As a racer for the Quechee Ski Team, Taylor would commute to Vermont with her family virtually every weekend in the winter. She would come to look forward to every weekend drive north to Quechee. She made a tight group of friends, who remain close all the way through their college years. Now a junior at Dartmouth College, Taylor lives less than a half hour away from her parents’ house in Pomfret. Over breaks or on weekends, she and former Quechee Ski Teamers will get together at the house.
“The closeness and small size of the team made the community feel stronger than that of a bigger mountain,” Taylor says. Some of her friends lived in the condos at the top of the Quechee Ski Hill, and her group of friends would stay at the top of the hill far after the chair lift had closed.
The appeal of Quechee is more than just the skiing

From left: Matt, Sara, Amelia and Taylor
Not only would Taylor and the rest of the McKenna family come to Quechee frequently in the winter, but they would also spend weeks at Quechee during the summer. Quechee was the perfect environment to unwind and do some summer reading, meet up with ski team friends, shop in Woodstock, visit the raptors at VINS, or see the spectacular Quechee Gorge. Taylor celebrated most of her Fourth of Julys at Lake Pinneo and would spend many summer days there swimming and building sandcastles.
Swimming and making castles with her were her three younger siblings: Matt, just a year younger than Taylor; Amelia, five years younger; and Sara, seven years younger. Matt spent eight years on the Quechee Ski Team, and Amelia and Sara are still on the team. Matt and Amelia also followed their sister onto the ski team at Middlesex; Sara, now in eighth grade, is currently applying to high schools. Matt, Amelia, and Sara all look up to their oldest sister’s work ethic and poise, and, of course, skiing ability!

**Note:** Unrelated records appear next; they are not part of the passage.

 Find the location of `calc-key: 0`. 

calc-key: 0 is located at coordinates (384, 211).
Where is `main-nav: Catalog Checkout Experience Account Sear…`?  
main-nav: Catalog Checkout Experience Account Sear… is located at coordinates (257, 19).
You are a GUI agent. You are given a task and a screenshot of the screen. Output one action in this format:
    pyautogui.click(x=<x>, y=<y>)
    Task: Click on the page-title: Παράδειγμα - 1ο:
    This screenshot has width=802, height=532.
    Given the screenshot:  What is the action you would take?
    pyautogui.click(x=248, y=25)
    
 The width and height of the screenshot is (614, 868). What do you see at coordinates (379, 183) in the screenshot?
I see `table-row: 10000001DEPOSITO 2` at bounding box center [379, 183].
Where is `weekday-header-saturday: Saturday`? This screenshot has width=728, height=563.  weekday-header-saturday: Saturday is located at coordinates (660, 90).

While Taylor no longer skis competitively, she still skis often. In the winter of 2015, as a freshman at Dartmouth, she decided to try out to be a member of the all-student ski patrol at the Dartmouth Skiway. After surviving the thorough, rigorous tryout process (which lasted the entire winter), Taylor still had to spend the remainder of the year as an “apprentice.” It wasn’t until midway through her sophomore year that she was officially “vested” as a full-time member of the Dartmouth Ski Patrol.

Taylor doing the end-of-the-day sweep
In addition to patrolling the Skiway, Taylor has been staying busy in the classroom and out. Taylor is majoring in Psychology, following the path of her mom (a Dartmouth alumna), and she is minoring in Spanish. After spending the summer semester following her sophomore year at Dartmouth, she spent her fall semester this year working close to home. Taylor was an intern for Rosie’s Place, an organization providing food and shelter for struggling women in Boston. Taylor has also worked as a counselor for Camp Stella Maris in Rochester, New York.

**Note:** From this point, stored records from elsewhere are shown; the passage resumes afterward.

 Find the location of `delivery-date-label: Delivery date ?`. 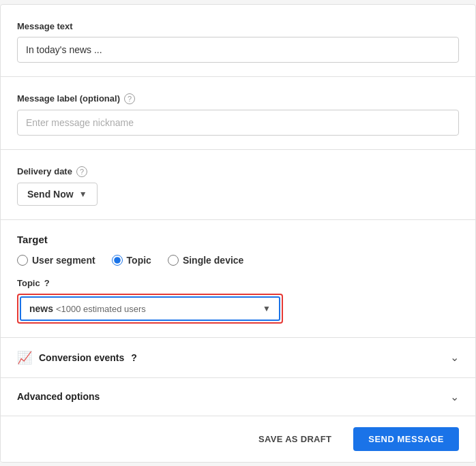

delivery-date-label: Delivery date ? is located at coordinates (238, 172).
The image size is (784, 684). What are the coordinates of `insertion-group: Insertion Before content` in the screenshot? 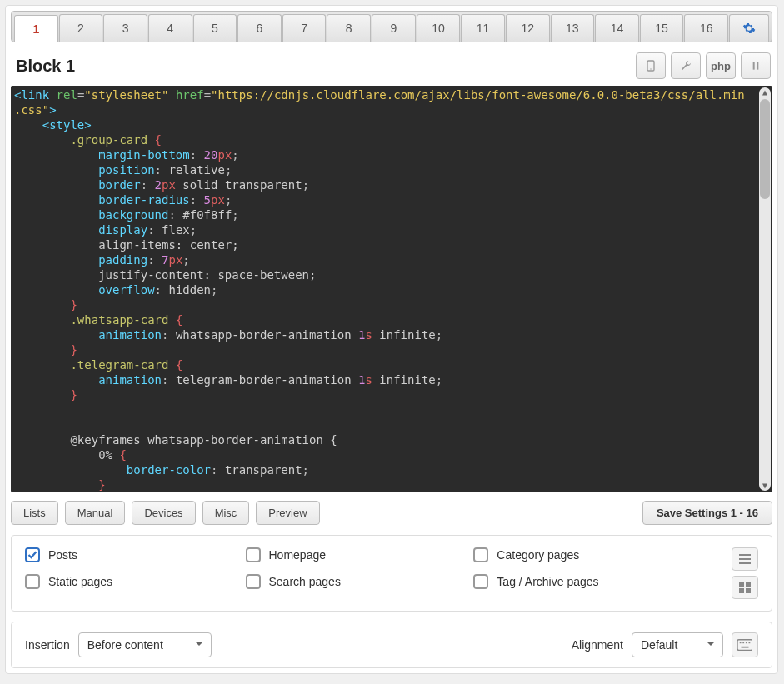 It's located at (118, 645).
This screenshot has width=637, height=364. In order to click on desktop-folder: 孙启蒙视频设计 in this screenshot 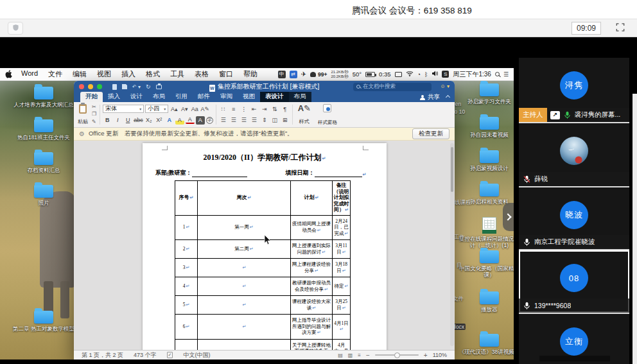, I will do `click(489, 167)`.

Taylor says that her experiences and time spent in Quechee and on the Quechee Ski Team have been fundamental to her success and her character. “The Ski Team’s terrific coaching led me to be able to use my skills on skis to help others as a member of the ski patrol at Dartmouth. The team also taught me discipline and the value of competition, and, of course, it gave me a tight and lasting group of friends.” Today, Taylor still looks forward to any time she can spend at her second home in Vermont.